Return a JSON dump of the server's local configuration.

POST /relays/config

Upload and activate a new server configuration.

The server is also capable of serving static pages, location in /usr/share/house/public/relays. The URL of each page must start with /relays.

Testing with simulated GPIO

The Linux kernel supports declaring fake GPIO that can be controlled by test scripts. There are two such GPIO simulators: gpio-mockup and gpio-sim. Both work by declaring an additional GPIO chip. In order to simplify testing with such a simulator without tinkering with the configuration, HouseRelay supports a --chip=N command line option that superseeds the relays.iochip item in the configuration.

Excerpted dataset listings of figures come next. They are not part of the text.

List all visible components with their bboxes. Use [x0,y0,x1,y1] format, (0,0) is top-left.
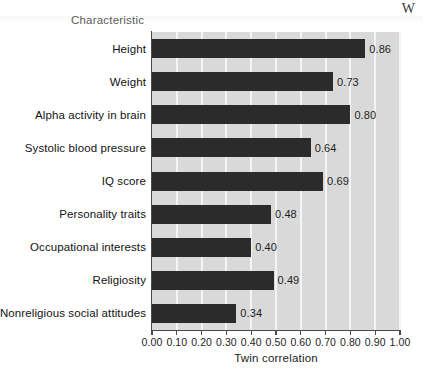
bar-value-label: 0.48 [275,208,297,220]
bar-value-label: 0.40 [255,241,277,253]
plot-area-wrapper: Height0.86Weight0.73Alpha activity in br… [152,32,400,330]
bar [152,138,311,157]
x-tick-mark [375,330,376,335]
category-label: Occupational interests [30,241,146,253]
bar-value-label: 0.49 [278,274,300,286]
x-tick-label: 0.90 [365,336,386,348]
bar [152,271,274,290]
x-tick-label: 0.50 [266,336,287,348]
category-label: Systolic blood pressure [25,142,146,154]
bar-value-label: 0.69 [327,175,349,187]
x-tick-mark [201,330,202,335]
x-tick-mark [350,330,351,335]
bar [152,205,271,224]
bar-row: Personality traits0.48 [152,205,400,224]
category-label: Weight [110,76,146,88]
twin-correlation-bar-chart: Characteristic Height0.86Weight0.73Alpha… [0,0,423,392]
x-tick-label: 0.80 [340,336,361,348]
x-tick-label: 0.70 [315,336,336,348]
bar [152,105,350,124]
bar [152,172,323,191]
bar [152,238,251,257]
bar [152,39,365,58]
x-tick-label: 0.40 [241,336,262,348]
x-tick-label: 1.00 [390,336,411,348]
x-tick-mark [226,330,227,335]
x-tick-mark [251,330,252,335]
x-tick-label: 0.30 [216,336,237,348]
category-label: Alpha activity in brain [35,109,146,121]
bar-row: Nonreligious social attitudes0.34 [152,304,400,323]
bar [152,304,236,323]
category-label: Personality traits [59,208,146,220]
bar-value-label: 0.73 [337,76,359,88]
bar-value-label: 0.64 [315,142,337,154]
bar-row: Height0.86 [152,39,400,58]
bar-row: Occupational interests0.40 [152,238,400,257]
x-tick-mark [399,330,400,335]
x-tick-label: 0.00 [142,336,163,348]
bar-value-label: 0.86 [369,43,391,55]
x-tick-mark [275,330,276,335]
category-label: Height [112,43,146,55]
x-tick-label: 0.20 [191,336,212,348]
x-tick-mark [300,330,301,335]
bar-row: Religiosity0.49 [152,271,400,290]
bar-row: Weight0.73 [152,72,400,91]
x-tick-mark [176,330,177,335]
category-label: Religiosity [92,274,146,286]
bar-row: Alpha activity in brain0.80 [152,105,400,124]
x-tick-label: 0.60 [290,336,311,348]
bar-row: Systolic blood pressure0.64 [152,138,400,157]
bar-value-label: 0.34 [240,307,262,319]
x-tick-label: 0.10 [166,336,187,348]
y-axis-title: Characteristic [71,14,144,26]
x-axis-title: Twin correlation [234,352,318,364]
category-label: Nonreligious social attitudes [0,307,146,319]
bar-value-label: 0.80 [354,109,376,121]
category-label: IQ score [102,175,146,187]
bar-row: IQ score0.69 [152,172,400,191]
bar [152,72,333,91]
x-tick-mark [325,330,326,335]
x-tick-mark [151,330,152,335]
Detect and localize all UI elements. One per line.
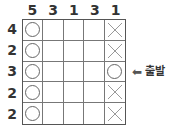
circle-icon: [23, 82, 42, 102]
grid-cell[interactable]: [43, 62, 63, 83]
grid-cell[interactable]: [84, 62, 104, 83]
arrow-left-icon: ⬅: [132, 65, 142, 79]
grid-cell[interactable]: [23, 41, 43, 62]
row-clues: 4 2 3 2 2: [4, 19, 20, 125]
grid-cell[interactable]: [43, 41, 63, 62]
puzzle-grid: [22, 19, 126, 125]
grid-cell[interactable]: [105, 20, 125, 41]
start-marker: ⬅ 출발: [132, 65, 165, 79]
grid-cell[interactable]: [84, 103, 104, 124]
grid-cell[interactable]: [64, 41, 84, 62]
column-clue: 1: [64, 1, 85, 19]
cross-icon: [105, 103, 125, 124]
grid-cell[interactable]: [64, 62, 84, 83]
grid-cell[interactable]: [105, 103, 125, 124]
circle-icon: [23, 41, 42, 61]
grid-cell[interactable]: [84, 41, 104, 62]
grid-cell[interactable]: [43, 103, 63, 124]
row-clue: 2: [4, 83, 20, 104]
row-clue: 2: [4, 40, 20, 61]
grid-cell[interactable]: [23, 82, 43, 103]
start-label: 출발: [145, 65, 165, 79]
column-clue: 3: [43, 1, 64, 19]
row-clue: 4: [4, 19, 20, 40]
grid-cell[interactable]: [23, 103, 43, 124]
column-clue: 3: [84, 1, 105, 19]
cross-icon: [105, 41, 125, 61]
grid-cell[interactable]: [105, 62, 125, 83]
column-clue: 1: [105, 1, 126, 19]
grid-cell[interactable]: [105, 82, 125, 103]
row-clue: 2: [4, 104, 20, 125]
cross-icon: [105, 20, 125, 40]
column-clues: 5 3 1 3 1: [22, 1, 126, 19]
grid-cell[interactable]: [64, 82, 84, 103]
grid-cell[interactable]: [64, 20, 84, 41]
grid-cell[interactable]: [43, 20, 63, 41]
row-clue: 3: [4, 61, 20, 82]
grid-cell[interactable]: [105, 41, 125, 62]
circle-icon: [23, 103, 42, 124]
grid-cell[interactable]: [84, 20, 104, 41]
grid-cell[interactable]: [64, 103, 84, 124]
grid-cell[interactable]: [23, 20, 43, 41]
column-clue: 5: [22, 1, 43, 19]
circle-icon: [23, 20, 42, 40]
circle-icon: [105, 62, 125, 82]
grid-cell[interactable]: [23, 62, 43, 83]
grid-cell[interactable]: [84, 82, 104, 103]
grid-cell[interactable]: [43, 82, 63, 103]
cross-icon: [105, 82, 125, 102]
circle-icon: [23, 62, 42, 82]
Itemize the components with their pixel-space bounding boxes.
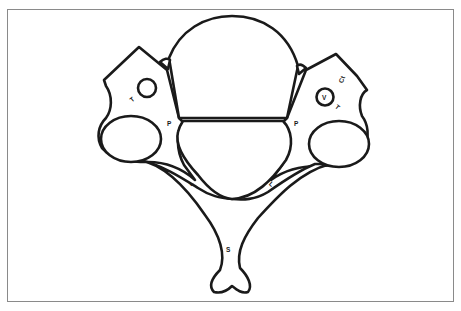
left-foramen-transversarium (138, 79, 156, 97)
vertebra-diagram: T P L P L V T Ct S (0, 0, 461, 311)
label-spinous-s: S (226, 246, 231, 253)
label-right-p: P (294, 120, 299, 127)
right-articular-facet (309, 121, 369, 167)
label-left-p: P (167, 120, 172, 127)
vertebral-body (169, 16, 298, 118)
left-articular-facet (101, 116, 161, 162)
label-right-v: V (322, 94, 327, 101)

For example, if the gpio-mockup module was loaded and created device /dev/gpiochip2, then the following command forces HouseRelay to interface with the gpio-mockup GPIO pins:

houserelays --chip=2

GPIO pins 0 and 1 may not be accessible, as they might be already used depending on the system configuration. Use gpioinfo to check the status of the GPIO pins.

Debian Packaging

The provided Makefile supports building private Debian packages. These are not official packages:

  • They do not follow all Debian policies.

  • They are not built using Debian standard conventions and tools.

  • The packaging is not separate from the upstream sources, and there is no source package.